BEIRUT // Top ISIL leader Omar Al Shishani, known as Omar the Chechen, was “seriously injured” in a recent attack in north-eastern Syria but survived despite US suggestions to the contrary, a monitoring group said.
The Britain-based Syrian Observatory for Human Rights said on Wednesday that according to its sources the March 4 attack had targeted the jihadist’s convoy, killing his bodyguards, while Al Shishani “was seriously injured”.
“He’s not dead,” the observatory’s director Rami Abdel Rahman said.
“He was taken from the province of Hasake to a hospital in Raqqa province, where he was treated by a jihadist doctor of European origin,” he said.
Raqqa is ISIL’s main stronghold.
The United States had stopped short of declaring Shishani dead, but a US official speaking on condition of anonymity said Al Shishani “likely died” in the assault by waves of warplanes and drones, along with 12 other ISIL fighters.

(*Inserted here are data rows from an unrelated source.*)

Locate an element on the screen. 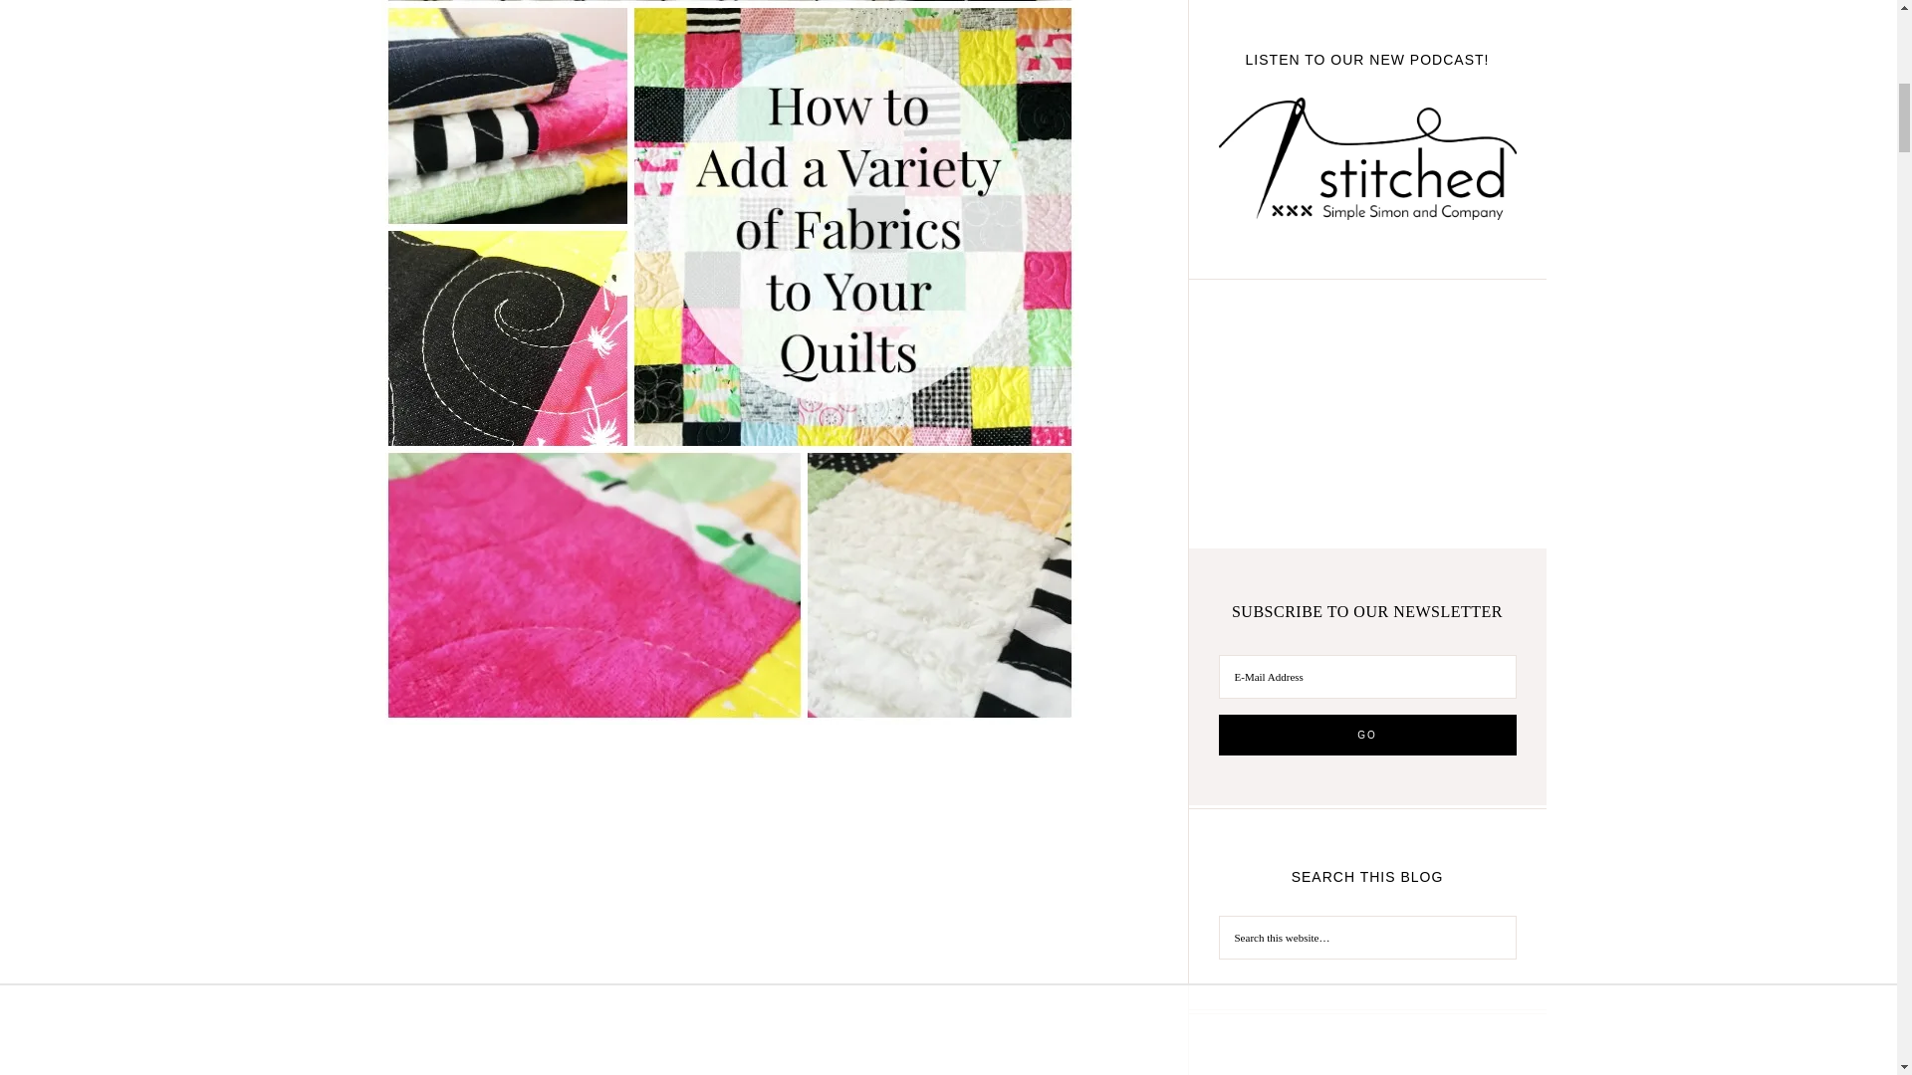  Go is located at coordinates (1367, 735).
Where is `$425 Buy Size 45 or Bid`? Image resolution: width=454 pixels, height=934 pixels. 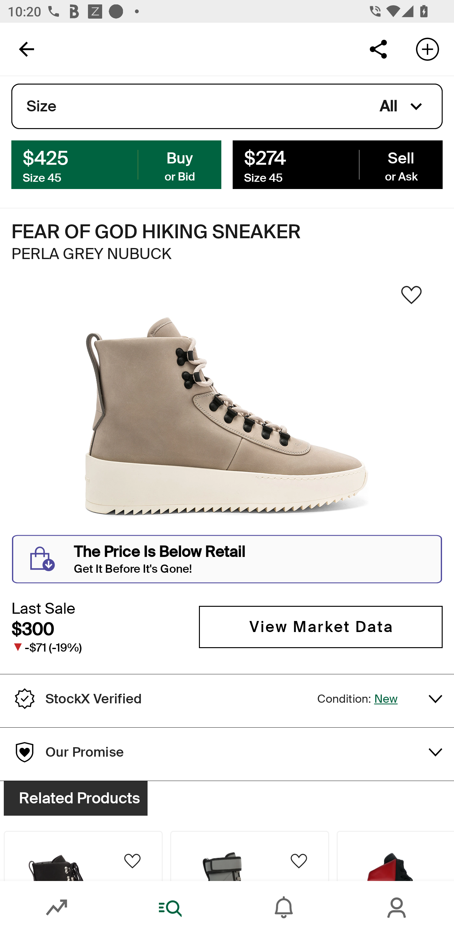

The US official branded Shishani “the ISIL equivalent of the secretary of defence”.
Al Shishani, from Georgia, was one of the ISIL leaders most wanted by Washington, which put a US$5 million (Dh18.3m) bounty on his head.
Al Shishani fought as a Chechen rebel against Russian forces before joining the Georgian military in 2006, and fought Russian forces again in Georgia in 2008.
He resurfaced in northern Syria in 2012 as the leader of a battalion of foreign fighters, said Aymenn Jawad Al Tamimi, research fellow at the Middle East Forum, a US think tank.
As early as May 2013, when ISIL was just emerging in Syria, he was appointed the group’s military commander for the north of the country, Al Tamimi said.
While Al Shishani’s exact rank is unclear, Richard Barrett of the US-based Soufan Group has described him as ISIL’s “most senior military commander”, adding that he has been in charge of key battles.
“He is clearly a very capable commander and has the loyalty of Chechen fighters who are considered by ISIL as elite troops,” Mr Barrett said.
Al Shishani is not, however, a member of ISIL’s political leadership, a structure that is even murkier than its military command.
The lack of a US presence on the ground makes it difficult to assess the success of operations targeting militants in Syria, and Al Shishani’s death has been falsely reported several times.
Pentagon spokesman Peter Cook on Tuesday described Al Shishani as “a battle-tested leader with experience who had led ISIL fighters in numerous engagements in Iraq and Syria”.
The March 4 strikes took place near Al Shadadi, a town in northeastern Syria that was retaken from ISIL last month by local anti-ISIL fighters.